[2] Jonathan Trelawney, bishop of Winchester, in June 1707 made Duke his chaplain, and in July 1710 presented him to the living of Witney, Oxfordshire.
[2] Francis Atterbury and Matthew Prior had been among his close friends, and on 16 February Jonathan Swift recorded Duke's death in his Journal to Stella, describing him as a wit.
Among works by Duke was the caustic satire on Titus Oates, printed by Nathanael Thompson, ‘A Panegyrick upon Oates,’ which is referred to in Duke's acknowledged companion poem, ‘An Epithalamium upon the Marriage of Captain William Bedloe,’ issued at Christmas 1679, and this was followed, near the end of August 1680, by ‘Funeral Tears upon the Death of Captain William Bedloe.’[2] He complimented the queen at Cambridge, September 1681.

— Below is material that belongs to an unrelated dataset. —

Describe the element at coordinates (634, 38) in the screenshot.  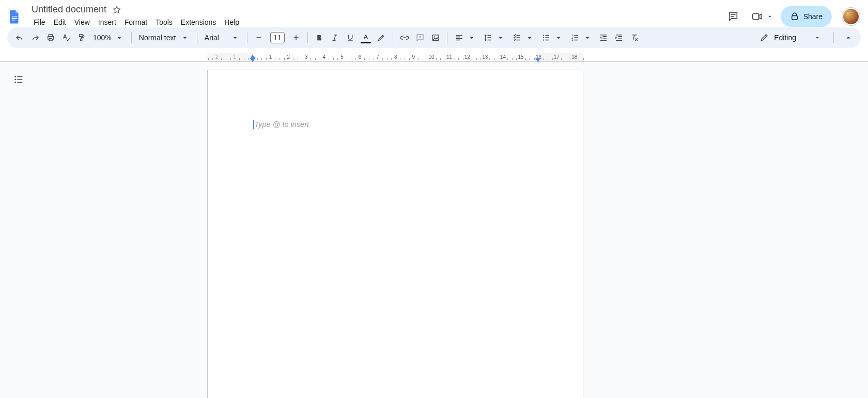
I see `clear-formatting-button` at that location.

; the ninth ode (Horace and Lydia) of book iii., and the Cyclops, idyl xi., of Theocritus, for John Dryden, with whom he appears to have been on terms of friendship, although he addressed him elsewhere as ‘the unknown author of “Absalom and Achitophel.”’ He praised him in a poem for his adaptation of Troilus and Cressida; he also complimented Thomas Creech (for his Lucretius), Nathaniel Lee, Thomas Otway, and Edmund Waller.
[2] Duke's ‘Poems upon Several Occasions’ were collected in 1717, and published in conjunction with those of Roscommon, including the fragmentary beginning of ‘The Review,’ declared to have been never before printed.